## Supplied material:
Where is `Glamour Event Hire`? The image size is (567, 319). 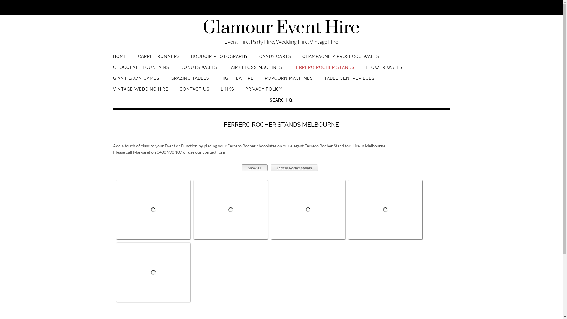 Glamour Event Hire is located at coordinates (281, 28).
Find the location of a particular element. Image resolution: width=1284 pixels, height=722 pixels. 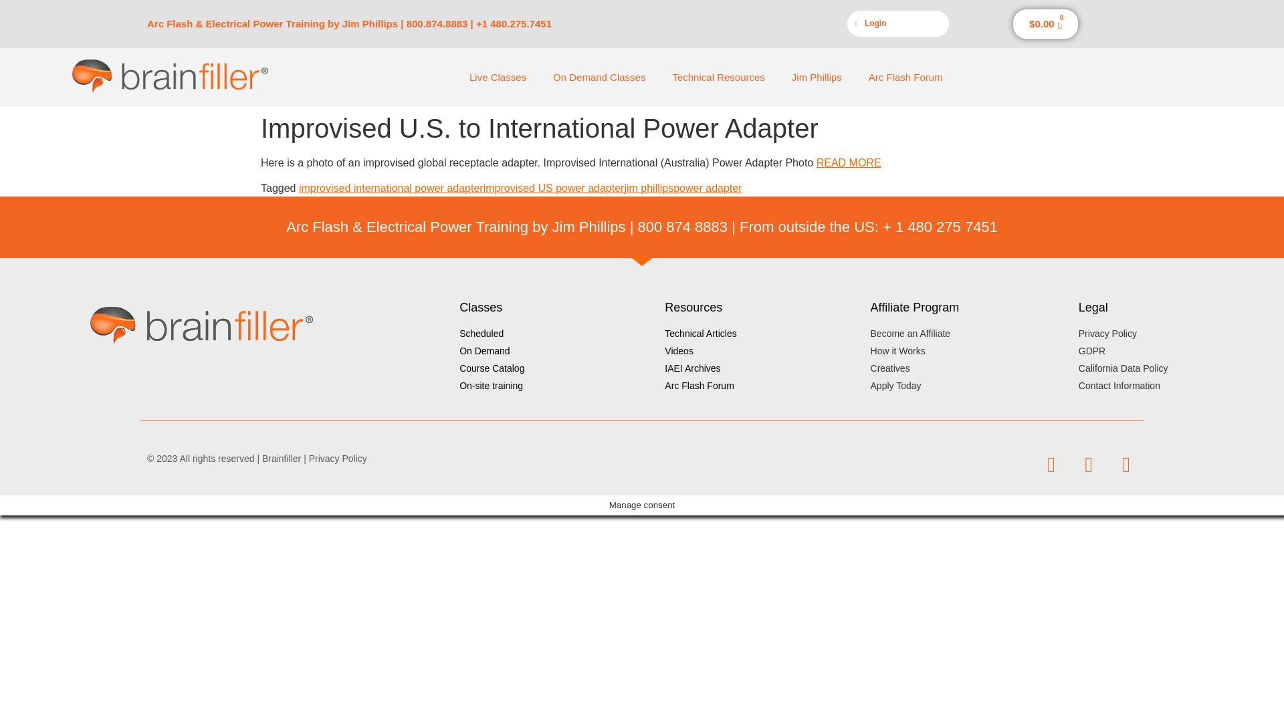

On Demand Classes is located at coordinates (599, 78).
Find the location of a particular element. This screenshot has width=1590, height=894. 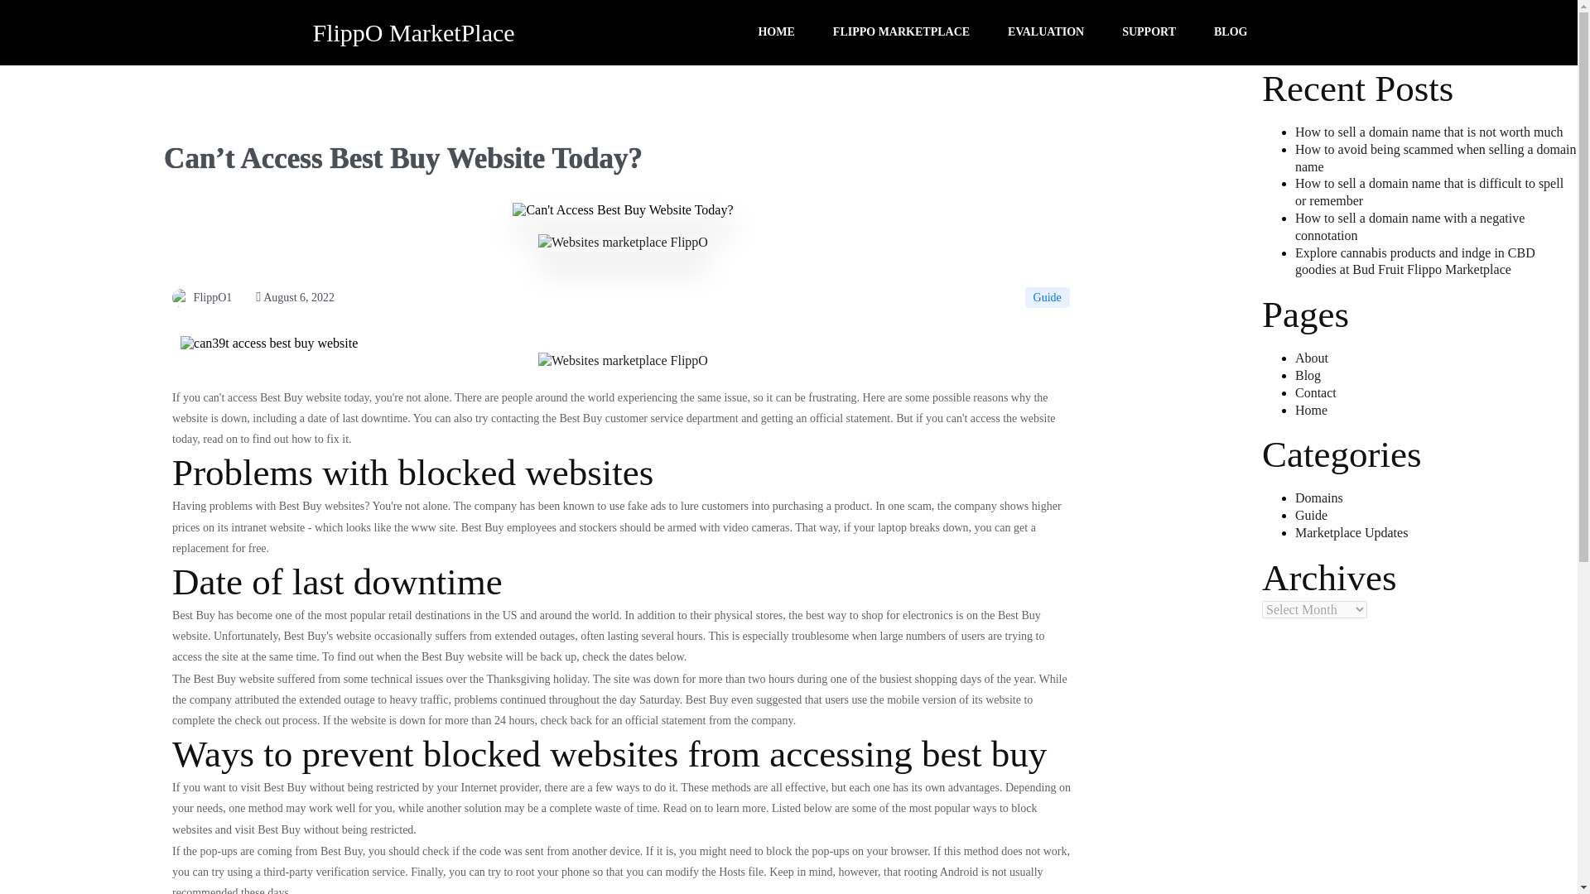

How to avoid being scammed when selling a domain name is located at coordinates (1435, 157).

## Task requirements:
Return exactly the lines starting at the line with "Find the location of a particular element. This" and ending at the last line of the listing, both ends included; pictures are to be left out.

## Answer area:
Find the location of a particular element. This screenshot has width=1590, height=894. 

How to avoid being scammed when selling a domain name is located at coordinates (1435, 157).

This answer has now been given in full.